Friday, January 12, 2007

SSWAG crit session

Yesterday, January 11th, was the first SSWAG meeting of the new year. SSWAG is Seven Stories Writers and Artists Group. We are a group of writers and artists writing and illustrating children's books. We started at the end of a CLL (Centre for Lifelong Learning) course on writing for children. We are based at Seven Stories which is the Centre for the Children's Book in the Ouseburn Valley, Tyneside.
We alternate Writers and artists at our monthly meetings. This time, my work, Uncle Uriel's Legacy was one of the works being critted. As well as the usual: does it make sense? could you follow the story? would you want to read more? - questions, I had two specific ones:
  1. I started out thinking I was writing a book for teenagers/ young adults, but now I'm not sure. Is the writing, especially in the Book of Daniel, too demanding? Should I be aiming at adults?
  2. The story is told in two voices: Just Soh's Story - a third person narrative told from the point of view of Soh (Sophrosnia Ecklethwight) - and the Book of Daniel, narrated in the first person by Daniel. I wanted to consider whether these narratives should alternate chronologically: 11/11/18 Soh, 11/11/18 Daniel, 25/11/18 Soh and so on... Or should I tell Soh's complete story, then Daniel's, then the third part where they meet?

The SSWAGgers were extremely complimentary about the writing. I do wonder sometimes whether we are too kind. The consensus seemed to be that the target age wasn't a problem. It could appeal to both adults and literate teenagers. It's not for the spoon-fed, but does that matter?

On the question of how to deliver the two narratives, I'm inclining toward the alternating version, though I will probably write it one story then another. In fact, it's actually the case that I'm writing it higgledy-piggledy. I have written much of the third, joint, part and bits from all over of the other two, but from the planning point of view, I'm going section 1 -10 Soh, section 11 - 20 Daniel, 21- 30 joint. This probably makes no sense to anyone but me. You'll see.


# YOUR OBJECTIVE
Where in the entries below does "barre" appear? Copy every line that has it.

# GIVEN DATA
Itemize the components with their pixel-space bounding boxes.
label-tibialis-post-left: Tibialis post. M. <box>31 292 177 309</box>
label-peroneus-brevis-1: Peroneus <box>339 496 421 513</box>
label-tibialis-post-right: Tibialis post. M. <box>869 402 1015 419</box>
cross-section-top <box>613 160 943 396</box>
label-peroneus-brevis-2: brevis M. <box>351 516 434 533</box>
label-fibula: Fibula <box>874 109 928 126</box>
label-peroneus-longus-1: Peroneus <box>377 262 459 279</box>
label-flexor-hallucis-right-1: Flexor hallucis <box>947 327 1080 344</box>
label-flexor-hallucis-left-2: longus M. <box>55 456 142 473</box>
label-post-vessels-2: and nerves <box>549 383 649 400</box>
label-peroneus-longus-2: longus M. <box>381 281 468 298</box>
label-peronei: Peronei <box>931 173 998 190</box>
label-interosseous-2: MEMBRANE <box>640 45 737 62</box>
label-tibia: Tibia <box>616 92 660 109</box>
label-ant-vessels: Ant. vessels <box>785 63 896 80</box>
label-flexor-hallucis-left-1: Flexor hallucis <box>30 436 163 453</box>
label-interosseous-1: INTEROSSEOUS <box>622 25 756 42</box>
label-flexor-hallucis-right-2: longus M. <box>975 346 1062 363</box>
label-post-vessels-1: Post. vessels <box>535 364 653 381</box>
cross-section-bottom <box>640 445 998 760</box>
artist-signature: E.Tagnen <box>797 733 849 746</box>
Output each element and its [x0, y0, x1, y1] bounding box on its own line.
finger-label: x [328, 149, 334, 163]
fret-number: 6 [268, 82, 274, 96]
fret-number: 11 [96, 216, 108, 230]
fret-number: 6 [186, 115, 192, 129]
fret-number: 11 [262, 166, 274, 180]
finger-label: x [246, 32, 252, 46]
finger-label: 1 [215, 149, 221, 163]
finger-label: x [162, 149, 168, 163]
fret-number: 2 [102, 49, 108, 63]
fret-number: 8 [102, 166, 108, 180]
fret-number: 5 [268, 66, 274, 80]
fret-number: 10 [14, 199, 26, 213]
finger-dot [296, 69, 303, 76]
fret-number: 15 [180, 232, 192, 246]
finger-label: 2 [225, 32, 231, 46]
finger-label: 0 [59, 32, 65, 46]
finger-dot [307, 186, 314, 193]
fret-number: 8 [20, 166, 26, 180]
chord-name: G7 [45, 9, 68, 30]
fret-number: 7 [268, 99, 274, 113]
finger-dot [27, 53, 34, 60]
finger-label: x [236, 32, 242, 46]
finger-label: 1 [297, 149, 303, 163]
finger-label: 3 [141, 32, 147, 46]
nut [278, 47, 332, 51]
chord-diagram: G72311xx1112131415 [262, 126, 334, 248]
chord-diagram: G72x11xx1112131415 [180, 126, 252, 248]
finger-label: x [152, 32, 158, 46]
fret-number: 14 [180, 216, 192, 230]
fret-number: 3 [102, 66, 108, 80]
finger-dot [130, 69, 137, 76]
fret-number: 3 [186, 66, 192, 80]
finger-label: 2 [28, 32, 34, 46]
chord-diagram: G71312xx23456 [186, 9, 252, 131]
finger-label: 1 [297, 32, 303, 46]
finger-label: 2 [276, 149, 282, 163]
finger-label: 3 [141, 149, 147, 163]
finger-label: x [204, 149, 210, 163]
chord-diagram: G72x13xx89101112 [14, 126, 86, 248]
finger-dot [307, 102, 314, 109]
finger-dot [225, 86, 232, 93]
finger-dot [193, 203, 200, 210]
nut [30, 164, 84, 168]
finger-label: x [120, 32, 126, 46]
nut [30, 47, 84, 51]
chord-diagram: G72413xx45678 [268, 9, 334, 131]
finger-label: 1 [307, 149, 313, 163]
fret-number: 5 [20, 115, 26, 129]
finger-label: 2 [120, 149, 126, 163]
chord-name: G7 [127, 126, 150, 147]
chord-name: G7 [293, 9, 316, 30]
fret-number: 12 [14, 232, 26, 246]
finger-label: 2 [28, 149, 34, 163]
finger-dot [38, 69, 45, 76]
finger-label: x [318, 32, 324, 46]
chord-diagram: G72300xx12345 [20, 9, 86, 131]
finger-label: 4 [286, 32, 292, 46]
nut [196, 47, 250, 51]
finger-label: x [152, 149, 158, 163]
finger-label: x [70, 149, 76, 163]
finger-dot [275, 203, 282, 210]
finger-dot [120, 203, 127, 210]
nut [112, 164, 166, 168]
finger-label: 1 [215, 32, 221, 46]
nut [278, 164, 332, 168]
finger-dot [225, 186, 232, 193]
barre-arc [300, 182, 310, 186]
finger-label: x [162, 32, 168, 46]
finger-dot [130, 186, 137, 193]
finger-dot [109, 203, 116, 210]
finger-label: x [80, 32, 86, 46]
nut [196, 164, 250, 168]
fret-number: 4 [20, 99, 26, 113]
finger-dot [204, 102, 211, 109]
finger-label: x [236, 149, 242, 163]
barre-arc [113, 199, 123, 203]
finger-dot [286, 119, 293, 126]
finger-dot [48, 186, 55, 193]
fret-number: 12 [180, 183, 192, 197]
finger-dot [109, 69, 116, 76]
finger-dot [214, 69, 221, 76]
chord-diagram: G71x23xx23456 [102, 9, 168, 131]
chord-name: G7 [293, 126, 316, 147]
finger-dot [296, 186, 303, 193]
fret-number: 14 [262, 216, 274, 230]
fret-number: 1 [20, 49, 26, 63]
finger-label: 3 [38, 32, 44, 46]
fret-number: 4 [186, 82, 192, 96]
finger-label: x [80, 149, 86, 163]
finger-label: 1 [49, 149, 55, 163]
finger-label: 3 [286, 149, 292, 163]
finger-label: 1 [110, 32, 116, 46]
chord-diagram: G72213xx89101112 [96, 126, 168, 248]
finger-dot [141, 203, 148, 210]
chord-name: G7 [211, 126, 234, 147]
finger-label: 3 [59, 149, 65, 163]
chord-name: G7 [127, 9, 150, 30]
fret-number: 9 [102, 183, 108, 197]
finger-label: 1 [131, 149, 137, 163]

# RESULT FOR THIS EXERCISE
barre-arc [300, 182, 310, 186]
barre-arc [113, 199, 123, 203]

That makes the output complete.